I'm trying to canonicalize the representation of some XML data by sorting each element's attributes by name (not value). The idea is to keep textual differences minimal when attributes are added or removed and to prevent different editors from introducing equivalent variants. These XML files are under source control and developers are wanting to diff the changes without resorting to specialized XML tools.
I was surprised to not find an XSL example of how to this. Basically I want just the identity transform with sorted attributes. I came up with the following with seems to work in all my test cases:
<?xml version="1.0"?>
<xsl:stylesheet version="1.0" xmlns:xsl="http://www.w3.org/1999/XSL/Transform">
<xsl:output method="xml" encoding="UTF-8" indent="yes"/>
<xsl:template match="*|/|text()|comment()|processing-instruction()">
<xsl:copy>
<xsl:for-each select="@*">
<xsl:sort select="name(.)"/>
<xsl:copy/>
</xsl:for-each>
<xsl:apply-templates/>
</xsl:copy>
</xsl:template>
</xsl:stylesheet>
As a total XSL n00b I would appreciate any comments on style or efficiency. I thought it might be helpful to post it here since it seems to be at least not a common example.
XSLT's xsl:sort instruction lets you sort a group of similar elements. Attributes for this element let you add details about how you want the sort done -- for example, you can sort using alphabetic or numeric ordering, sort on multiple keys, and reverse the sort order.
XSL Transformation (XSLT)XSLT is designed to be used as part of XSL. In addition to XSLT, XSL includes an XML vocabulary for specifying formatting. XSL specifies the styling of an XML document by using XSLT to describe how the document is transformed into another XML document that uses the formatting vocabulary.
Incorporating <STYLE> Elements into an XSLT FileAn XSLT style sheet can emit HTML <STYLE> elements, including CSS specifications, directly into the HTML that results from the XSLT transformation. This option works best when the number of CSS rules is small and easily managed.
With xslt being a functional language doing a for-each might often be the easiest path for us humans but not the most efficient for XSLT processors since they cannot fully optimize the call.
<?xml version="1.0"?>
<xsl:stylesheet version="1.0" xmlns:xsl="http://www.w3.org/1999/XSL/Transform">
<xsl:output method="xml" encoding="UTF-8" indent="yes"/>
<xsl:template match="*">
<xsl:copy>
<xsl:apply-templates select="@*">
<xsl:sort select="name()"/>
</xsl:apply-templates>
<xsl:apply-templates/>
</xsl:copy>
</xsl:template>
<xsl:template match="@*|comment()|processing-instruction()">
<xsl:copy />
</xsl:template>
</xsl:stylesheet>
This is totally trivial in this regards though and as a "XSL n00b" i think you solved the problem very well indeed.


** Aim of the exercise **
Set down every record below exactly as it stands, with the pictures omitted.

** Records provided **
_ _ _ _ _ _ _

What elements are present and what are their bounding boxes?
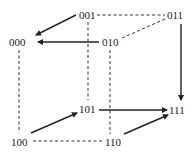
arrow-edges: [31, 15, 181, 134]
node-011: 011: [167, 10, 183, 21]
node-100: 100: [11, 137, 28, 148]
node-111: 111: [169, 105, 185, 116]
edge-011-010: [122, 19, 165, 38]
node-101: 101: [79, 104, 96, 115]
arrow-110-111: [124, 115, 168, 134]
arrow-100-101: [31, 113, 77, 133]
edges-layer: [0, 0, 195, 153]
arrow-001-000: [36, 15, 76, 35]
node-000: 000: [9, 37, 26, 48]
hypercube-diagram: 001 011 000 010 101 111 100 110: [0, 0, 195, 153]
dashed-edges: [19, 15, 165, 141]
node-001: 001: [79, 10, 96, 21]
node-110: 110: [105, 137, 121, 148]
node-010: 010: [102, 37, 119, 48]
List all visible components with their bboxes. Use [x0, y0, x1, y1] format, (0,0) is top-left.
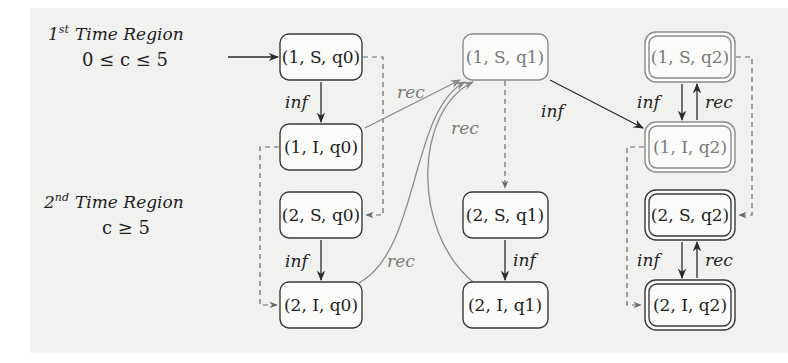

_ _ _ _ _ _ _

** Exercise solution **
What elements are present and what are their bounding boxes?
arrow-edges: [31, 15, 181, 134]
node-011: 011: [167, 10, 183, 21]
node-100: 100: [11, 137, 28, 148]
node-111: 111: [169, 105, 185, 116]
edge-011-010: [122, 19, 165, 38]
node-101: 101: [79, 104, 96, 115]
arrow-110-111: [124, 115, 168, 134]
arrow-100-101: [31, 113, 77, 133]
edges-layer: [0, 0, 195, 153]
arrow-001-000: [36, 15, 76, 35]
node-000: 000: [9, 37, 26, 48]
hypercube-diagram: 001 011 000 010 101 111 100 110: [0, 0, 195, 153]
dashed-edges: [19, 15, 165, 141]
node-001: 001: [79, 10, 96, 21]
node-110: 110: [105, 137, 121, 148]
node-010: 010: [102, 37, 119, 48]
List all visible components with their bboxes. Use [x0, y0, x1, y1] format, (0,0) is top-left.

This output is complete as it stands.